The agenda is well in place. The Government is going to get stuck into the public service of this Territory. It is going to get stuck into the health system in this Territory. Its agenda is about to be endorsed by the Priorities Review Board which is being set up to demonstrate, or try to demonstrate, that the Government has some credibility in financial management.

The issue is not a very important one in terms of the future of Canberra, because I think it will expose the hollow rhetoric that is already starting to flow regularly from the government benches opposite. It will show to the people of Canberra that this mob is about destroying some of the very important things that the people of Canberra enjoy. One of the most important things that the people in Canberra enjoy is jobs in the public service. They do not want to see 3,000 of them shoved down the gurgler, and that is what this Government is on about.

I go back to the issue of consultation and the fact that this Government has run out of business and has not been able to demonstrate the competence to fill the business paper.
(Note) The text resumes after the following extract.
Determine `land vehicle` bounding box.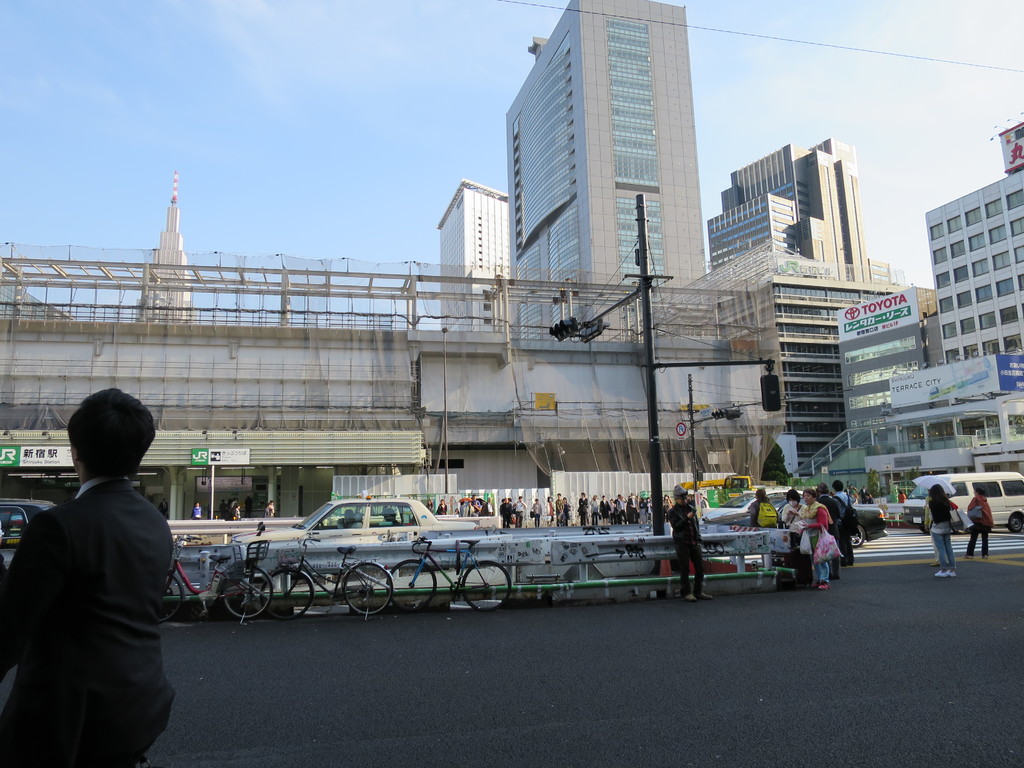
Determined: (left=708, top=493, right=779, bottom=520).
Again I raise the issue of the lack of consultation, which has already been raised once here this morning. I think it demonstrates the style of the Government opposite.

MR HUMPHRIES (Minister for Health, Education and the Arts) (11.23): Mr Speaker, I rise briefly to indicate my support for the Priorities Review Board that the Chief Minister has announced. Unlike the Opposition, I see great merit in this proposal.

Mr Berry mentioned that the Government is putting off having to make the hard decisions by appointing this board. I have no doubt whatsoever that if the Government had proceeded to make dramatic changes in the structure of the ACT public service or make other large and half-baked, half-considered, adjustments we would have had cries of "intemperate action, lack of consultation, lack of thought" from members on the opposite benches.

It shows me very clearly that the Opposition is not going to be constructive about this problem. We did not see much evidence when it was in government that it was prepared to be constructive about the problem that we face with the impending loss of special Commonwealth funding for the ACT. The previous Government, I have to say, did very little to face up to that very major problem, and we see that now, in opposition, it is going to do even less to do so.